The rector also addressed the issue of freedom. ‘As digital reality develops, we face more and more infringements upon freedom,’ he said. In the digital sphere, a person may become inundated with certain kinds of information. ‘When our capabilities to calculate and process information are limited, what can we rely on to make our choices?’ In this regard, the role of values and ethics as the main internal regulator of behaviour is rapidly growing. Morals ‘based on internal imperatives: not on external state authority, but on one’s own culture and the expectations that your behaviour will return certain reactions from the people who you want to communicate with’ will become the main choice drivers.

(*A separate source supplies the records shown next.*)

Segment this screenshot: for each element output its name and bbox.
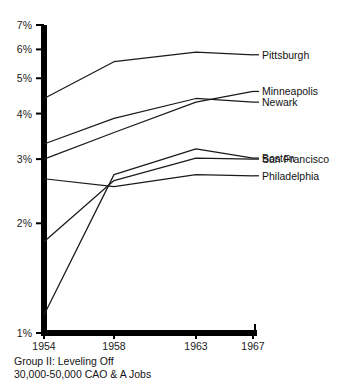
y-tick-mark [36, 24, 44, 26]
series-line [44, 158, 253, 242]
series-line [44, 91, 253, 159]
series-line [44, 52, 253, 98]
caption-line-1: Group II: Leveling Off [14, 355, 151, 368]
x-tick-mark [252, 330, 254, 339]
y-axis-spine [41, 25, 47, 336]
x-tick-label: 1954 [24, 341, 64, 352]
x-tick-mark [113, 330, 115, 339]
chart-series-group [44, 52, 253, 315]
y-tick-label: 2% [6, 218, 32, 229]
y-tick-label: 1% [6, 328, 32, 339]
y-tick-mark [36, 158, 44, 160]
y-tick-mark [36, 48, 44, 50]
series-line [44, 149, 253, 315]
y-tick-mark [36, 332, 44, 334]
chart-leader-lines [253, 55, 259, 176]
y-tick-mark [36, 222, 44, 224]
x-axis-spine [41, 330, 257, 336]
y-tick-label: 7% [6, 20, 32, 31]
y-tick-label: 4% [6, 109, 32, 120]
y-tick-label: 5% [6, 73, 32, 84]
caption-line-2: 30,000-50,000 CAO & A Jobs [14, 368, 151, 381]
y-tick-label: 3% [6, 154, 32, 165]
x-tick-mark [195, 330, 197, 339]
series-label-newark: Newark [262, 97, 298, 108]
x-tick-label: 1967 [233, 341, 273, 352]
series-label-pittsburgh: Pittsburgh [262, 50, 309, 61]
y-tick-mark [36, 113, 44, 115]
series-label-san_francisco: San Francisco [262, 154, 329, 165]
chart-container: 1%2%3%4%5%6%7% 1954195819631967 Pittsbur… [0, 0, 347, 384]
series-line [44, 98, 253, 144]
y-tick-label: 6% [6, 44, 32, 55]
series-line [44, 175, 253, 187]
x-axis-end-cap [254, 324, 256, 336]
x-tick-label: 1963 [176, 341, 216, 352]
x-tick-label: 1958 [94, 341, 134, 352]
chart-caption: Group II: Leveling Off 30,000-50,000 CAO… [14, 355, 151, 381]
series-label-philadelphia: Philadelphia [262, 171, 319, 182]
x-tick-mark [43, 330, 45, 339]
y-tick-mark [36, 77, 44, 79]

The mechanisms of social ostracization, support or disapproval, fear of ‘Facebook reaction’ are the new examples of regulation. According to Yaroslav Kuzminov, they largely fill in for the function of law. That’s why, the rector believes, the conference brought together the respected experts in philosophy, ethics and law, in order to discuss the new reality together.

Speakers at the conference included Arseny Mayorov, researcher at the HSE Institute for Law in the Digital Environment; Anastasia Ugleva, Head of the HSE School of Philosophy and Cultural Studies; Anton Ivanov, Academic Supervisor of the HSE Faculty of Law, and many other HSE faculty members. Vadim Vinogradov, Dean of the Faculty of Law, spoke about the challenges lawyers face. Among these, he mentioned the large-scale digitalization of the legal profession, which endangers the traditional perspective of the lawyer’s profession. He believes that the contents of educational programmes and methods should be revised. Vadim Vinogradov also spoke about projects being implemented at the Faculty of Law: a laboratory of technology in law, a new legal clinic, a Master’s programme in digital law, future digital Bachelor’s tracks, and digital aspects of research projects.

The conference broadcast recording is available here.